No adequate estimate of Tennyson's work can be made in the small space
allotted to this article. All that can be done is to mention a few of
his best works and to quote a few of his stirring lines. If the reader
will study these poems he will be pretty sure to read more of
Tennyson. To my mind, _Locksley Hall_ is Tennyson's finest poem, as
true to-day as when it was written seventy years ago. The long,
rolling, trochaic verse, like the billows on the coast that it
pictures, suits the thought. The poem is the passionate lament of a
returned soldier from India over the mercenary marriage of the cousin
whom he loved. Here are a few of the lines that will never die:
Many a night I saw the Pleiades, rising through the mellow shade,
Glitter like a swarm of fireflies tangled in a silver braid.
Love took up the harp of Life, and smote on all the chords with might;
Smote the chord of Self, that, trembling, pass'd in music out of sight.
Cursed be the sickly forms that err from honest Nature's rule!
Cursed be the gold that gilds the straiten'd forehead of a fool!
Comfort? Comfort scorn'd of devils! this is truth the poet sings,
That a sorrow's crown of sorrow is remembering happier things.
But the jingling of the guinea helps the hurt that Honor feels,
And the nations do but murmur, snarling at each other's heels.
Mated with a squalid savage--what to me were sun or clime?
I the heir of all the ages in the foremost files of time.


Exercise aim: Using only the records, tally the lines with "data" in them and state that total by itself.

#####

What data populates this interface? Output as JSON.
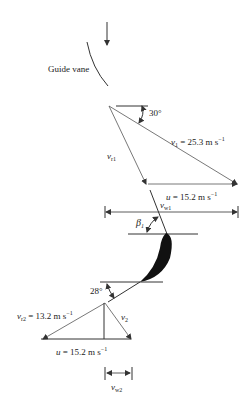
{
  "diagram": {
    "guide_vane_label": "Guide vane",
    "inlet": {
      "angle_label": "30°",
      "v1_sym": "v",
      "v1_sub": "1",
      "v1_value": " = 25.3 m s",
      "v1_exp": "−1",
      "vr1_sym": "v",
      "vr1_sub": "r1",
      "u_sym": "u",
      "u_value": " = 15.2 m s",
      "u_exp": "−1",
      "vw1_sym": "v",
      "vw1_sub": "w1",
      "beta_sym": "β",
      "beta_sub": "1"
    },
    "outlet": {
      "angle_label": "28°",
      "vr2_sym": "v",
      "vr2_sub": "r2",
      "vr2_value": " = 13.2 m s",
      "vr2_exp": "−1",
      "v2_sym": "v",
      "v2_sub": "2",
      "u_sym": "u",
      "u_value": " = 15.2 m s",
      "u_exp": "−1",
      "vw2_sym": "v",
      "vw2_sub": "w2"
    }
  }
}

#####

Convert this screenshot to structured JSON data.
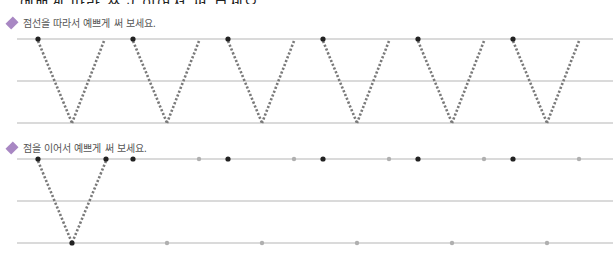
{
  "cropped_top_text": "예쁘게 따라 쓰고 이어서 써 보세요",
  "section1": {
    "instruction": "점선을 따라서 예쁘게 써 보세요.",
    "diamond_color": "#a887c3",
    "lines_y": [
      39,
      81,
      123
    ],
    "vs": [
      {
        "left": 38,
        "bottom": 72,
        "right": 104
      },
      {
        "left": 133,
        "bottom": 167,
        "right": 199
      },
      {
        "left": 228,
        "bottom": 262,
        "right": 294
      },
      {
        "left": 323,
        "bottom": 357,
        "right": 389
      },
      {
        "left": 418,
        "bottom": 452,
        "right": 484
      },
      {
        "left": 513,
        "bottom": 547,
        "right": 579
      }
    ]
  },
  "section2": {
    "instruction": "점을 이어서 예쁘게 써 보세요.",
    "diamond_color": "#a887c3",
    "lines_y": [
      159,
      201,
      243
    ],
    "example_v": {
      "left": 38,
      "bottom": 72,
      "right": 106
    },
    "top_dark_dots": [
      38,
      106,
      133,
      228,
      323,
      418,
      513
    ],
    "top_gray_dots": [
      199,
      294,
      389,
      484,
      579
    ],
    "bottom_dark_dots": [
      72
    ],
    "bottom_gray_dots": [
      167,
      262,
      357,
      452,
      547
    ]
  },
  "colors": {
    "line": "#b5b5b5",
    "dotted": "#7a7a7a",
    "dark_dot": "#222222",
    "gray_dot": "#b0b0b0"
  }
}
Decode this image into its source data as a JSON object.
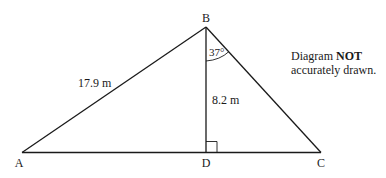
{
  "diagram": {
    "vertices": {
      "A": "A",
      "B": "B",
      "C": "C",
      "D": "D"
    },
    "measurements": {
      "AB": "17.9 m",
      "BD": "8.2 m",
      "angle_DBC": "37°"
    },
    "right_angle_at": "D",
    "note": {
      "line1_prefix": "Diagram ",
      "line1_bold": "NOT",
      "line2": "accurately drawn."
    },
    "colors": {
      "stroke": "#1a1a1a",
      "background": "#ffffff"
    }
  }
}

#####

Answer section: 3